Two fears battled inside Sofia. In the end, her fear for Ludwig was stronger than her fear of singing in front of a room full of strangers. “Very well. I’ll sing for your guests.”

“Good. Then take the paper and get out of here,” she said, shooing Sofia away. “Bring it back to me when you’re finished.”

Sofia began scanning the pages on her way down to the kitchen. Her breakfast plate was waiting for her on the table, and Mrs. Olafson, Elin, and Kirsten already had begun eating theirs.

“She gave you her newspaper?” Mrs. Olafson asked in surprise.

Sofia nodded. “Listen, the headline says, ‘Ellis Island a Mass of Cinders and Blackened Ruins.’” She quickly skimmed the story until she read,
All escaped alive. No lives were lost.
She sank onto her chair in relief. “No one was killed,” she murmured.
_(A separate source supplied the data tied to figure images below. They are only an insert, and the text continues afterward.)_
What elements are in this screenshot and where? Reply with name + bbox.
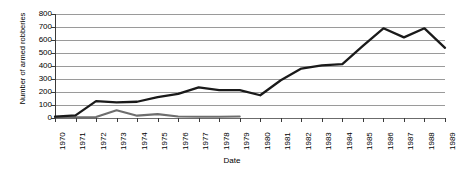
y-tick-300 [51, 79, 56, 80]
x-tick-label-1987: 1987 [407, 132, 415, 150]
x-tick-label-1982: 1982 [305, 132, 313, 150]
x-tick-label-1970: 1970 [59, 132, 67, 150]
y-tick-600 [51, 40, 56, 41]
y-tick-400 [51, 66, 56, 67]
y-tick-100 [51, 105, 56, 106]
x-tick-label-1975: 1975 [161, 132, 169, 150]
x-tick-label-1979: 1979 [243, 132, 251, 150]
x-tick-label-1986: 1986 [387, 132, 395, 150]
x-tick-label-1988: 1988 [428, 132, 436, 150]
x-axis-title: Date [0, 156, 464, 165]
x-tick-label-1971: 1971 [79, 132, 87, 150]
y-tick-800 [51, 14, 56, 15]
x-tick-label-1981: 1981 [284, 132, 292, 150]
x-tick-label-1976: 1976 [182, 132, 190, 150]
chart-container: Number of armed robberies 01002003004005… [0, 0, 464, 174]
y-tick-500 [51, 53, 56, 54]
x-tick-label-1983: 1983 [325, 132, 333, 150]
y-tick-700 [51, 27, 56, 28]
x-tick-label-1978: 1978 [223, 132, 231, 150]
x-tick-label-1985: 1985 [366, 132, 374, 150]
x-axis-tick-labels: 1970197119721973197419751976197719781979… [0, 0, 464, 174]
x-tick-label-1984: 1984 [346, 132, 354, 150]
x-tick-label-1973: 1973 [120, 132, 128, 150]
x-tick-label-1974: 1974 [141, 132, 149, 150]
y-tick-200 [51, 92, 56, 93]
x-tick-label-1980: 1980 [264, 132, 272, 150]
x-tick-label-1989: 1989 [449, 132, 457, 150]
x-tick-label-1977: 1977 [202, 132, 210, 150]
y-tick-0 [51, 118, 56, 119]
x-tick-label-1972: 1972 [100, 132, 108, 150]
“Read it to us, Sofia,” Elin said.

She cleared the knot of tears from her throat.

“The only indication of the existence of the immigration facility on Ellis Island is the smoke arising from the ruins. The immigrants who were rescued from the fire are all thankful to be alive. ‘As far as I know, no one was seriously injured,’ reported Dr. Senner, the immigration commissioner. ‘All escaped alive. No lives were lost.’ Since all records were destroyed in the fire, a board of special inquiry will try to determine what to do with the foreigners who were under detention at the time. Newly arriving immigrants will be examined aboard their ships, for now.”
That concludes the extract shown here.